Exercises & Technique
Step-by-step form guides, muscles worked breakdowns, and exercise variations for every back movement.

Lat Pulldown: Form, Muscles Worked, and Variations
The lat pulldown is the most accessible vertical pulling exercise and one of the best lat builders in the gym. Here is how to do it properly, which muscles it targets with each grip, and how to program it.

Barbell Row: Form, Muscles Worked, and Variations
The barbell row is the heaviest horizontal pull most lifters will ever perform. Done well, it builds the entire back. Done poorly, it loads the lower back without training anything else.

Cable Row: Form, Grip Variations, and Muscles Worked
The cable row is the most versatile horizontal pull in the gym. Change the grip, handle, or angle and you change which muscles do the work. Here is how to get the most out of every variation.

Back Extension: Form, Muscles Worked, and Variations
The back extension is the safest and most direct way to strengthen the spinal erectors. It builds the lower back endurance that protects you during every heavy compound lift.

Pull-Ups Muscles Worked: Every Grip Explained
Pull-ups are the gold standard for back development, but grip position completely changes which muscles bear the load. Here is exactly what each variation trains and why.

Deadlift Muscles Worked: Every Variation Explained
The deadlift loads more muscle mass than any other exercise. But the variation you choose determines whether the back, glutes, or quads bear the heaviest demand. Here is what each version actually trains.

Erector Spinae Exercises: Best Moves for Lower Back
Your erector spinae stabilizes every heavy lift you do, but most lifters never train it directly. These are the exercises that build the lower back strength and endurance your compounds depend on.

Reverse Fly Muscles Worked: Form and Variations
The reverse fly is the simplest way to target the rear delts, mid-traps, and rhomboids — the muscles most lifters neglect and the ones most responsible for shoulder health and posture.

Back Exercises for Scoliosis: Safe Strengthening Guide
Scoliosis does not mean you cannot train your back. It means you need to train smarter — balancing both sides of the spine rather than loading symmetrically and hoping for the best.

Isometric Lower Back Exercises: No-Movement Strengthening
The lower back muscles spend most of their working life holding position, not producing movement. Isometric exercises train them for this actual job — resisting forces that try to flex, extend, or rotate the spine.

Lower Back Exercises with Barbell: Complete Guide
A barbell and plates are enough to build serious lower back strength. These are the movements that matter, how to perform them safely, and how to structure them into a program.

Lower Back Exercises with Kettlebells
Kettlebells train the lower back differently than barbells — through dynamic hip hinges, offset loading, and movements that demand stability in every direction. Here are the exercises that matter.

Back Workouts Calisthenics: Bodyweight Back Training
You do not need a gym to build a strong back. A pull-up bar and the floor are enough to train every pulling pattern — if you know which movements to use and how to progress them.

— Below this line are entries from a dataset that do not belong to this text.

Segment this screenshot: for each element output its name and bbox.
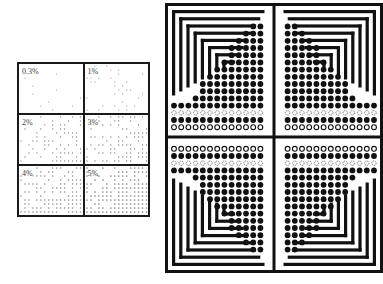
cell-label: 4% [22, 169, 33, 178]
dot-density-grid: 0.3% 1% 2% 3% 4% 5% [17, 62, 150, 217]
density-cell-2-percent: 2% [19, 115, 83, 164]
cell-label: 3% [88, 118, 99, 127]
density-cell-4-percent: 4% [19, 166, 83, 215]
cell-label: 2% [22, 118, 33, 127]
quadrant-dot-stripe-diagram [165, 3, 383, 273]
cell-label: 1% [88, 67, 99, 76]
density-cell-0-3-percent: 0.3% [19, 64, 83, 113]
density-cell-5-percent: 5% [85, 166, 149, 215]
cell-label: 5% [88, 169, 99, 178]
cell-label: 0.3% [22, 67, 39, 76]
density-cell-3-percent: 3% [85, 115, 149, 164]
density-cell-1-percent: 1% [85, 64, 149, 113]
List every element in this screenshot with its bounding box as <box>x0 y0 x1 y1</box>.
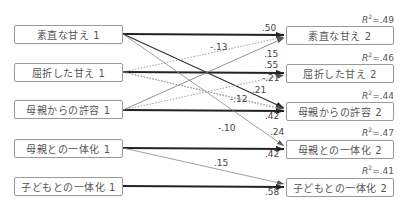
node-label: 素直な甘え 2 <box>308 28 371 43</box>
r2-label-5: R2=.41 <box>334 164 394 176</box>
node-label: 母親からの許容 2 <box>298 104 382 119</box>
path-L5-R5 <box>123 186 284 187</box>
path-L2-R1 <box>123 37 284 72</box>
coef-L1-R1: .50 <box>262 23 276 33</box>
node-right-1: 素直な甘え 2 <box>286 26 394 45</box>
node-label: 子どもとの一体化 2 <box>293 180 388 195</box>
node-label: 母親との一体化 1 <box>26 141 110 156</box>
node-right-4: 母親との一体化 2 <box>286 140 394 159</box>
node-label: 屈折した甘え 2 <box>303 66 377 81</box>
path-L4-R5 <box>123 148 284 184</box>
r2-label-1: R2=.49 <box>334 13 394 25</box>
node-label: 素直な甘え 1 <box>37 27 100 42</box>
node-label: 屈折した甘え 1 <box>32 65 106 80</box>
node-left-3: 母親からの許容 1 <box>14 100 123 119</box>
node-left-2: 屈折した甘え 1 <box>14 63 123 82</box>
r2-label-4: R2=.47 <box>334 126 394 138</box>
node-left-1: 素直な甘え 1 <box>14 25 123 44</box>
path-L1-R3 <box>123 34 284 108</box>
coef-L2-R1: -.13 <box>210 42 228 52</box>
coef-L1-R3: .21 <box>252 85 266 95</box>
path-L2-R2 <box>123 72 284 73</box>
coef-L3-R2: -.21 <box>262 73 280 83</box>
node-left-5: 子どもとの一体化 1 <box>14 177 123 196</box>
coef-L2-R4: -.10 <box>218 123 236 133</box>
path-L3-R3 <box>123 110 284 111</box>
node-left-4: 母親との一体化 1 <box>14 139 123 158</box>
node-right-2: 屈折した甘え 2 <box>286 64 394 83</box>
coef-L1-R4: .24 <box>270 127 284 137</box>
coef-L4-R5: .15 <box>214 158 228 168</box>
coef-L3-R1: .15 <box>264 49 278 59</box>
coef-L5-R5: .58 <box>265 187 279 197</box>
node-right-3: 母親からの許容 2 <box>286 102 394 121</box>
node-label: 母親との一体化 2 <box>298 142 382 157</box>
coef-L4-R4: .42 <box>265 149 279 159</box>
path-L4-R4 <box>123 148 284 149</box>
path-L3-R1 <box>123 38 284 110</box>
node-label: 母親からの許容 1 <box>26 102 110 117</box>
coef-L3-R3: .42 <box>265 111 279 121</box>
node-label: 子どもとの一体化 1 <box>21 179 116 194</box>
coef-L2-R3: -.12 <box>230 94 248 104</box>
node-right-5: 子どもとの一体化 2 <box>286 178 394 197</box>
path-L1-R1 <box>123 34 284 35</box>
r2-label-2: R2=.46 <box>334 51 394 63</box>
coef-L2-R2: .55 <box>264 60 278 70</box>
r2-label-3: R2=.44 <box>334 89 394 101</box>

Pool Exercises for Lower Back Pain
Water reduces spinal compression by up to 90% while providing resistance in every direction. For people with lower back pain, the pool is often the first environment where movement feels safe again.

How Many Back Exercises Per Workout: Volume Guide
More exercises does not mean more growth. The right number depends on which movement patterns you need to cover, how many effective sets you can recover from, and where your current weak points are.

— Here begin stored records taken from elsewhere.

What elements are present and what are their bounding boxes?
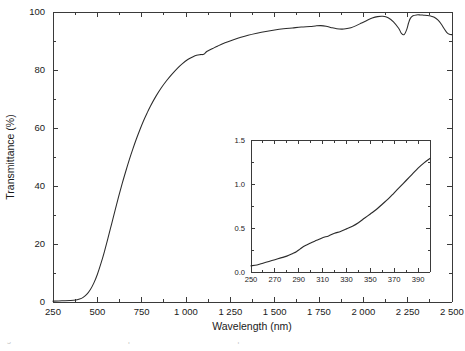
y-ticklabel: 100 xyxy=(29,6,45,17)
figure-root: 2505007501 0001 2501 5001 7502 0002 2502… xyxy=(0,0,465,351)
x-ticklabel: 1 000 xyxy=(174,306,198,317)
y-ticklabel: 0 xyxy=(40,296,45,307)
figure-caption-clipped: Fig. 5.5 UV-VIS-NIR transmittance spectr… xyxy=(0,342,465,351)
inset-chart: 250270290310330350370390 0.00.51.01.5 xyxy=(221,130,440,290)
inset-x-ticklabel: 270 xyxy=(269,275,282,284)
y-ticklabel: 20 xyxy=(34,238,45,249)
inset-y-ticklabel: 0.0 xyxy=(234,268,245,277)
x-axis-title: Wavelength (nm) xyxy=(212,320,292,332)
x-ticklabel: 2 000 xyxy=(351,306,375,317)
x-ticklabel: 500 xyxy=(89,306,105,317)
figure-caption-text: Fig. 5.5 UV-VIS-NIR transmittance spectr… xyxy=(0,342,248,344)
y-axis-title: Transmittance (%) xyxy=(4,114,16,199)
inset-x-ticklabel: 250 xyxy=(245,275,258,284)
x-ticklabel: 2 250 xyxy=(396,306,420,317)
inset-y-ticklabel: 1.5 xyxy=(234,136,245,145)
inset-x-ticklabel: 330 xyxy=(340,275,353,284)
inset-x-ticklabel: 370 xyxy=(388,275,401,284)
y-ticklabel: 60 xyxy=(34,122,45,133)
x-ticklabel: 750 xyxy=(134,306,150,317)
inset-x-ticklabel: 350 xyxy=(364,275,377,284)
x-ticklabel: 2 500 xyxy=(440,306,464,317)
x-ticklabel: 1 250 xyxy=(218,306,242,317)
inset-x-ticklabel: 390 xyxy=(412,275,425,284)
y-ticklabel: 80 xyxy=(34,64,45,75)
inset-y-ticklabel: 1.0 xyxy=(234,180,245,189)
inset-x-ticklabel: 310 xyxy=(316,275,329,284)
transmittance-spectrum-chart: 2505007501 0001 2501 5001 7502 0002 2502… xyxy=(0,0,465,351)
x-ticklabel: 250 xyxy=(45,306,61,317)
inset-x-ticklabel: 290 xyxy=(292,275,305,284)
y-ticklabel: 40 xyxy=(34,180,45,191)
x-ticklabel: 1 750 xyxy=(307,306,331,317)
inset-y-ticklabel: 0.5 xyxy=(234,224,245,233)
x-ticklabel: 1 500 xyxy=(263,306,287,317)
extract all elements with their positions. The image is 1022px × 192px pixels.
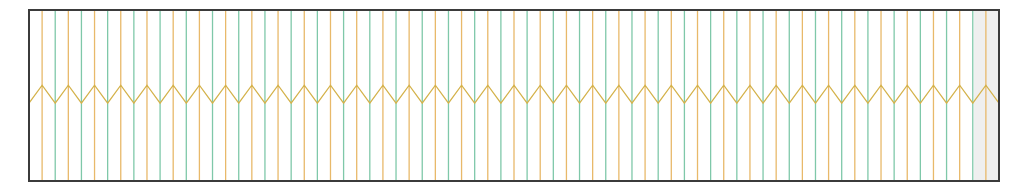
chart-figure <box>0 0 1022 192</box>
plot-area <box>0 0 1022 192</box>
figure-background <box>0 0 1022 192</box>
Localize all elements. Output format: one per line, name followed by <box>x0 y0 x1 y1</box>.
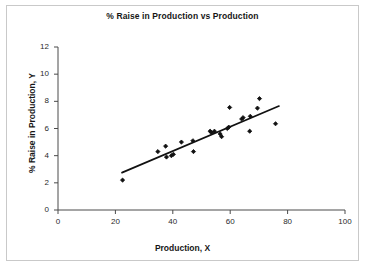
data-point <box>156 149 160 153</box>
y-axis-tick-label: 8 <box>27 96 49 105</box>
x-axis-tick-label: 20 <box>103 217 127 226</box>
y-axis-tick-label: 0 <box>27 205 49 214</box>
data-point <box>228 105 232 109</box>
x-axis-tick-label: 40 <box>161 217 185 226</box>
data-point <box>255 106 259 110</box>
y-axis-tick-label: 6 <box>27 124 49 133</box>
data-point <box>191 149 195 153</box>
x-axis-tick-label: 80 <box>276 217 300 226</box>
chart-figure: % Raise in Production vs Production % Ra… <box>0 0 365 267</box>
data-point <box>248 129 252 133</box>
x-axis-tick-label: 60 <box>218 217 242 226</box>
y-axis-tick-label: 10 <box>27 69 49 78</box>
plot-area <box>0 0 365 267</box>
data-point <box>120 178 124 182</box>
y-axis-tick-label: 12 <box>27 42 49 51</box>
x-axis-title: Production, X <box>0 243 365 253</box>
data-point <box>273 122 277 126</box>
x-axis-tick-label: 0 <box>46 217 70 226</box>
data-point <box>179 140 183 144</box>
y-axis-tick-label: 2 <box>27 178 49 187</box>
x-axis-tick-label: 100 <box>333 217 357 226</box>
data-point <box>164 144 168 148</box>
y-axis-tick-label: 4 <box>27 151 49 160</box>
data-point <box>257 97 261 101</box>
data-point <box>164 155 168 159</box>
trend-line <box>122 106 279 173</box>
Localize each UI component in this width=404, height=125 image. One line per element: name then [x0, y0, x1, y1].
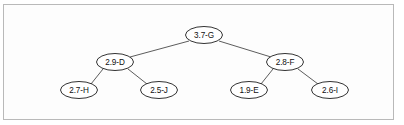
node-label-g: 3.7-G: [194, 31, 214, 40]
tree-node-g[interactable]: 3.7-G: [186, 27, 223, 44]
node-label-e: 1.9-E: [239, 86, 259, 95]
tree-node-d[interactable]: 2.9-D: [97, 54, 134, 71]
edge-D-J: [128, 69, 147, 84]
tree-node-f[interactable]: 2.8-F: [267, 54, 304, 71]
tree-node-group: 3.7-G2.9-D2.8-F2.7-H2.5-J1.9-E2.6-I: [61, 27, 349, 99]
tree-diagram: 3.7-G2.9-D2.8-F2.7-H2.5-J1.9-E2.6-I: [0, 0, 404, 125]
tree-node-h[interactable]: 2.7-H: [61, 82, 98, 99]
node-label-i: 2.6-I: [322, 86, 338, 95]
edge-F-I: [298, 69, 318, 84]
tree-node-i[interactable]: 2.6-I: [312, 82, 349, 99]
node-label-h: 2.7-H: [69, 86, 89, 95]
edge-D-H: [91, 69, 103, 84]
edge-G-D: [130, 41, 189, 57]
node-label-d: 2.9-D: [105, 58, 125, 67]
edge-F-E: [261, 69, 273, 84]
edge-G-F: [219, 41, 271, 57]
node-label-f: 2.8-F: [276, 58, 295, 67]
node-label-j: 2.5-J: [150, 86, 168, 95]
tree-node-e[interactable]: 1.9-E: [231, 82, 268, 99]
tree-node-j[interactable]: 2.5-J: [141, 82, 178, 99]
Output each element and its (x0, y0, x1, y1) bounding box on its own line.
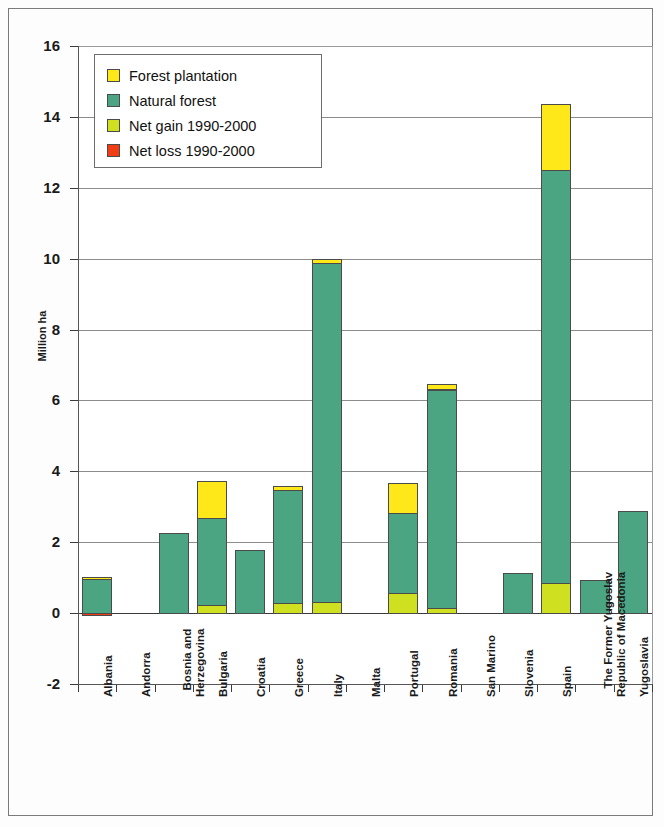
legend-swatch-icon (107, 119, 120, 132)
bar-segment-net-gain[interactable] (197, 605, 227, 614)
legend-item[interactable]: Net loss 1990-2000 (107, 138, 321, 163)
x-tick-mark-9 (422, 685, 423, 692)
bar-segment-forest-plantation[interactable] (427, 384, 457, 390)
y-tick-label-12: 12 (14, 180, 60, 195)
x-axis-label: Italy (332, 674, 344, 697)
y-tick-label-14: 14 (14, 109, 60, 124)
x-tick-mark-7 (346, 685, 347, 692)
bar-segment-natural-forest[interactable] (541, 170, 571, 584)
bar-segment-natural-forest[interactable] (312, 262, 342, 603)
x-tick-mark-12 (537, 685, 538, 692)
legend-swatch-icon (107, 69, 120, 82)
bar-segment-natural-forest[interactable] (159, 533, 189, 614)
legend-item[interactable]: Forest plantation (107, 63, 321, 88)
x-axis-label: Spain (561, 666, 573, 697)
y-tick-label-10: 10 (14, 251, 60, 266)
x-axis-label: The Former YugoslavRepublic of Macedonia (602, 572, 628, 697)
x-axis-label: Yugoslavia (638, 637, 650, 697)
bar-segment-net-gain[interactable] (388, 593, 418, 614)
y-tick-label-0: 0 (14, 605, 60, 620)
x-tick-mark-6 (308, 685, 309, 692)
legend-swatch-icon (107, 144, 120, 157)
legend-label: Natural forest (129, 93, 216, 109)
bar-segment-net-loss[interactable] (82, 613, 112, 616)
legend-item[interactable]: Natural forest (107, 88, 321, 113)
y-axis-title: Million ha (36, 276, 48, 396)
bar-segment-forest-plantation[interactable] (388, 483, 418, 514)
x-tick-mark-13 (575, 685, 576, 692)
bar-segment-natural-forest[interactable] (273, 490, 303, 604)
bar-segment-forest-plantation[interactable] (273, 486, 303, 491)
x-tick-mark-4 (231, 685, 232, 692)
x-tick-mark-10 (461, 685, 462, 692)
bar-segment-natural-forest[interactable] (388, 513, 418, 594)
x-tick-mark-1 (116, 685, 117, 692)
legend-label: Net gain 1990-2000 (129, 118, 256, 134)
x-tick-mark-11 (499, 685, 500, 692)
bar-segment-natural-forest[interactable] (235, 550, 265, 614)
x-tick-mark-end (652, 685, 653, 692)
legend-label: Forest plantation (129, 68, 237, 84)
x-axis-label: Bulgaria (217, 651, 229, 697)
x-axis-label: Slovenia (523, 650, 535, 697)
y-tick-label-16: 16 (14, 38, 60, 53)
bar-segment-net-gain[interactable] (541, 583, 571, 614)
bar-segment-forest-plantation[interactable] (82, 577, 112, 580)
y-tick-label--2: -2 (14, 676, 60, 691)
bar-segment-net-gain[interactable] (312, 602, 342, 614)
x-axis-label: Greece (293, 658, 305, 697)
legend-item[interactable]: Net gain 1990-2000 (107, 113, 321, 138)
bar-segment-natural-forest[interactable] (82, 579, 112, 614)
x-tick-mark-8 (384, 685, 385, 692)
bar-segment-forest-plantation[interactable] (312, 259, 342, 264)
x-tick-mark-0 (78, 685, 79, 692)
x-axis-label: San Marino (485, 635, 497, 697)
x-axis-label: Bosnia andHerzegovina (181, 629, 207, 697)
legend-label: Net loss 1990-2000 (129, 143, 255, 159)
plot-border-top (78, 46, 653, 47)
x-axis-label: Albania (102, 655, 114, 697)
bar-segment-forest-plantation[interactable] (197, 481, 227, 519)
chart-figure: 1614121086420-2 AlbaniaAndorraBosnia and… (0, 0, 664, 827)
y-tick-label-4: 4 (14, 463, 60, 478)
legend-swatch-icon (107, 94, 120, 107)
bar-segment-natural-forest[interactable] (197, 517, 227, 606)
bar-segment-forest-plantation[interactable] (541, 104, 571, 171)
bar-segment-natural-forest[interactable] (503, 573, 533, 614)
x-axis-label: Andorra (140, 652, 152, 697)
plot-border-right (652, 46, 653, 685)
x-axis-label: Croatia (255, 657, 267, 697)
x-tick-mark-5 (269, 685, 270, 692)
bar-segment-net-gain[interactable] (273, 603, 303, 614)
y-axis-line (78, 46, 79, 685)
bar-segment-natural-forest[interactable] (427, 390, 457, 609)
x-axis-label: Romania (447, 648, 459, 697)
x-tick-mark-2 (155, 685, 156, 692)
chart-legend: Forest plantationNatural forestNet gain … (94, 54, 322, 168)
x-axis-label: Malta (370, 668, 382, 697)
y-tick-label-2: 2 (14, 534, 60, 549)
x-axis-label: Portugal (408, 650, 420, 697)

Sway Back Posture: Exercises and Correction
Sway back is the posture pattern where the hips push forward and the upper back rounds backward. It looks like relaxed standing but it is actually a dysfunctional loading pattern that stresses the lower back and hips.

High Row vs Lat Pulldown: Which Is Better?
The high row and lat pulldown look similar but load the back through different angles. Understanding the difference helps you pick the right one for your training goals — or program both effectively.

Seated Row vs Lat Pulldown: Muscles and Programming
The seated row and lat pulldown are the two most common machine back exercises, and they are not interchangeable. Each trains a different pulling pattern that the other cannot replace.